From the YakimaHerald.com Online News.
MOXEE — They say everybody is Irish on St. Patrick’s Day, but not everybody has a 250-year-old shamrock plant to prove it.
Mary Lane, 54, of Moxee has such a plant. That’s to say, she has one of its descendants. Lane’s ancestors brought the original over from Ireland in 1751 “to have a piece of Ireland,” and the family has shared bulbs from the line since then.
“It’s the best inheritance you can have,” she said last week at her home. “It’s an heirloom that can be passed down through the generations, and everyone can get some.”
Lane didn’t even know about the plant until she saw a 1975 South Idaho Press profile about a branch of her family there.
“One of the family treasures is an Irish shamrock which has passed from generation to generation since about 1750,” reads the article from that Burley, Idaho, weekly. “As a young bride, one of the great-great-grandmothers wanted to bring a bit of Ireland with her to the colonies.”
Lane, who had always been interested in her family’s history, wasn’t about to read that and let it pass unquestioned.
“My father gave me this article, and I asked my father, ‘Where’s my shamrock?’” she said with a laugh.
She got that shamrock in 1997 when she visited cousins in Idaho.
“I got mine from Aunt Mildred, from her daughter Shirley,” Lane said.
It’s a reminder of part of her family’s heritage that otherwise might have been forgotten entirely. The family tree has seen a lot of Dutch and some English influence in the 250 years since the original shamrock survived the overseas passage.
“If it weren’t for that plant, we might not have even known that we were Irish at all,” Lane said, decked out in a green turtleneck and a green bow in her hair.
She has already taken bulbs from her plants — kin to the original — and given them to cousins in the Yakima area. Those who take them can then pass them down through their own branches of the family tree, keeping alive that little “piece of Ireland” her ancestors brought over two and a half centuries ago.
“There’s just a wee bit of Irish blood in us now,” she said. “But the knowledge of it will be passed down.”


**What needs to be done**
Except for the pictures, write out all the records that follow exactly.

**Data for review**
+++
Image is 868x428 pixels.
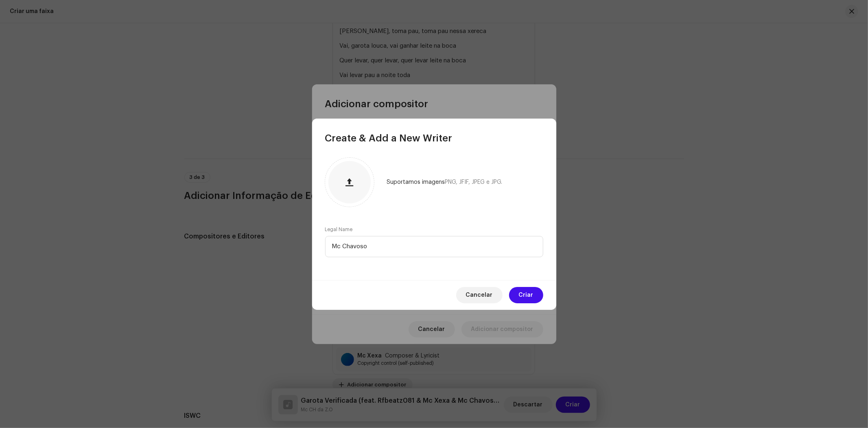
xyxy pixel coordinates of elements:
[456,287,503,303] button: Cancelar
[325,236,543,257] input: Enter legal name
[519,287,533,303] span: Criar
[509,287,543,303] button: Criar
[466,287,493,303] span: Cancelar
[325,226,353,233] label: Legal Name
[387,179,503,186] div: Suportamos imagens
[325,132,453,145] span: Create & Add a New Writer
[445,179,503,185] span: PNG, JFIF, JPEG e JPG.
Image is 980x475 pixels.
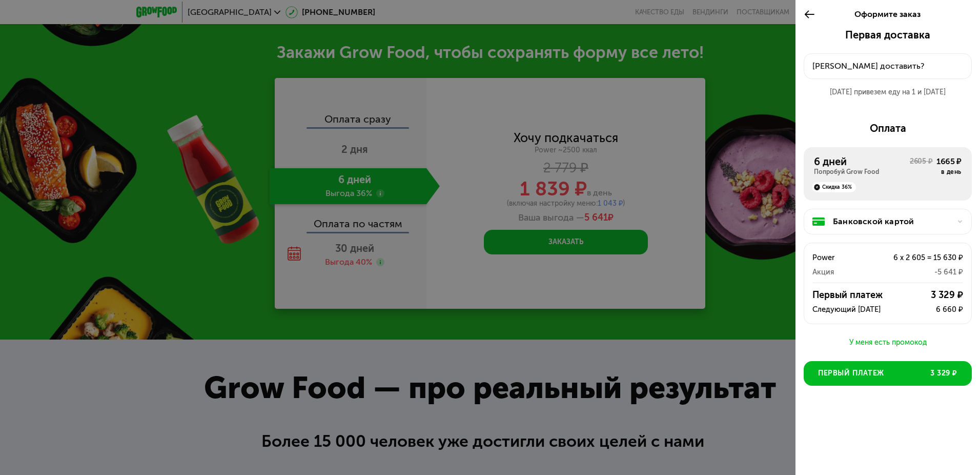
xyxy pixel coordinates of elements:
div: Power [813,252,873,264]
span: Первый платеж [818,369,884,379]
div: 6 x 2 605 = 15 630 ₽ [873,252,963,264]
div: 3 329 ₽ [896,289,963,301]
button: [PERSON_NAME] доставить? [804,53,972,79]
button: У меня есть промокод [804,337,972,349]
div: в день [937,168,962,176]
div: 2605 ₽ [910,157,933,176]
div: Первая доставка [804,29,972,41]
button: Первый платеж3 329 ₽ [804,361,972,386]
div: 6 660 ₽ [881,303,963,316]
div: [DATE] привезем еду на 1 и [DATE] [804,87,972,98]
div: -5 641 ₽ [873,265,963,278]
div: Банковской картой [833,216,951,228]
div: 1665 ₽ [937,155,962,168]
div: Оплата [804,122,972,135]
div: [PERSON_NAME] доставить? [813,60,963,72]
div: Попробуй Grow Food [814,168,910,176]
span: Оформите заказ [854,9,921,19]
div: Скидка 36% [812,182,856,193]
span: 3 329 ₽ [930,369,957,379]
div: Следующий [DATE] [813,303,881,316]
div: Первый платеж [813,289,896,301]
div: Акция [813,265,873,278]
div: 6 дней [814,155,910,168]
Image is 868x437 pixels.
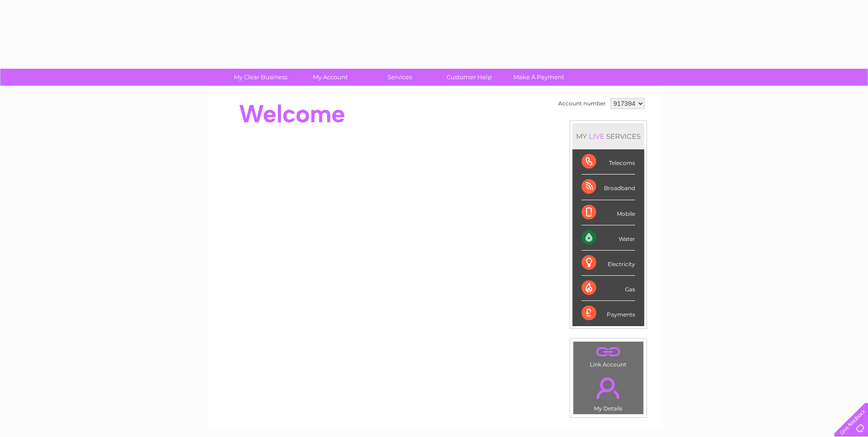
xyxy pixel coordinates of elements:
td: My Details [573,369,644,414]
div: Broadband [582,174,635,200]
div: Electricity [582,251,635,275]
div: Water [582,225,635,251]
div: MY SERVICES [572,123,644,149]
div: Telecoms [582,149,635,174]
a: My Clear Business [223,69,299,85]
td: Account number [556,96,608,112]
div: Payments [582,301,635,325]
div: LIVE [587,132,606,141]
div: Mobile [582,200,635,225]
a: Services [362,69,438,85]
td: Link Account [573,341,644,370]
a: My Account [293,69,368,85]
a: Make A Payment [501,69,576,85]
a: . [575,372,641,404]
a: Customer Help [431,69,507,85]
div: Gas [582,275,635,301]
a: . [575,344,641,360]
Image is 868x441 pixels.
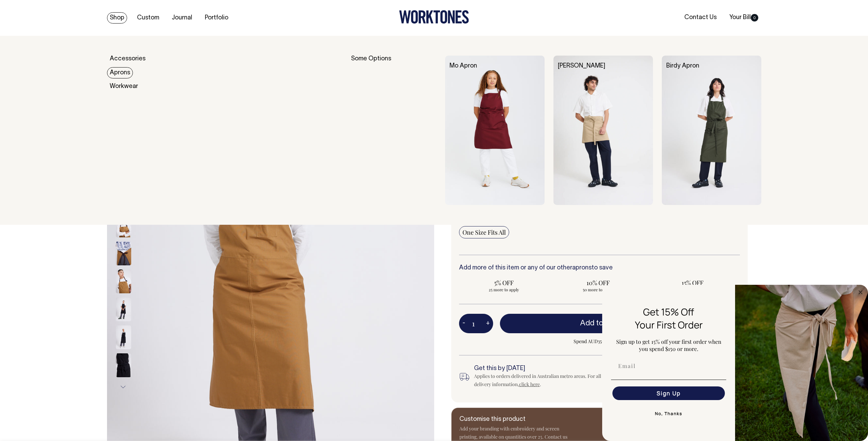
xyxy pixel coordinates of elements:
+++
**Worked solution**
Image is 868x428 pixels.
xyxy pixel coordinates of elements:
[456,287,503,303] button: Cancelar
[325,236,543,257] input: Enter legal name
[519,287,533,303] span: Criar
[509,287,543,303] button: Criar
[466,287,493,303] span: Cancelar
[325,226,353,233] label: Legal Name
[387,179,503,186] div: Suportamos imagens
[325,132,453,145] span: Create & Add a New Writer
[445,179,503,185] span: PNG, JFIF, JPEG e JPG.
Image is 980x475 pixels.
xyxy pixel coordinates of elements:
div: Power [813,252,873,264]
span: Первый платеж [818,369,884,379]
div: 6 x 2 605 = 15 630 ₽ [873,252,963,264]
div: 3 329 ₽ [896,289,963,301]
button: [PERSON_NAME] доставить? [804,53,972,79]
button: У меня есть промокод [804,337,972,349]
div: в день [937,168,962,176]
div: 2605 ₽ [910,157,933,176]
div: Первая доставка [804,29,972,41]
button: Первый платеж3 329 ₽ [804,361,972,386]
div: 6 660 ₽ [881,303,963,316]
div: [DATE] привезем еду на 1 и [DATE] [804,87,972,98]
div: -5 641 ₽ [873,265,963,278]
div: Банковской картой [833,216,951,228]
div: 1665 ₽ [937,155,962,168]
div: Оплата [804,122,972,135]
div: [PERSON_NAME] доставить? [813,60,963,72]
div: Попробуй Grow Food [814,168,910,176]
span: Оформите заказ [854,9,921,19]
div: Скидка 36% [812,182,856,193]
span: 3 329 ₽ [930,369,957,379]
div: Следующий [DATE] [813,303,881,316]
div: Первый платеж [813,289,896,301]
div: Акция [813,265,873,278]
div: 6 дней [814,155,910,168]
Image is 868x437 pixels.
xyxy pixel coordinates of elements:
td: My Details [573,369,644,414]
div: Broadband [582,174,635,200]
div: Electricity [582,251,635,275]
div: Water [582,225,635,251]
div: MY SERVICES [572,123,644,149]
div: Telecoms [582,149,635,174]
a: My Clear Business [223,69,299,85]
td: Account number [556,96,608,112]
div: Payments [582,301,635,325]
div: LIVE [587,132,606,141]
div: Mobile [582,200,635,225]
a: Services [362,69,438,85]
td: Link Account [573,341,644,370]
a: My Account [293,69,368,85]
a: Make A Payment [501,69,576,85]
a: . [575,372,641,404]
a: Customer Help [431,69,507,85]
div: Gas [582,275,635,301]
a: . [575,344,641,360]
Image is 868x441 pixels.
xyxy pixel coordinates of elements:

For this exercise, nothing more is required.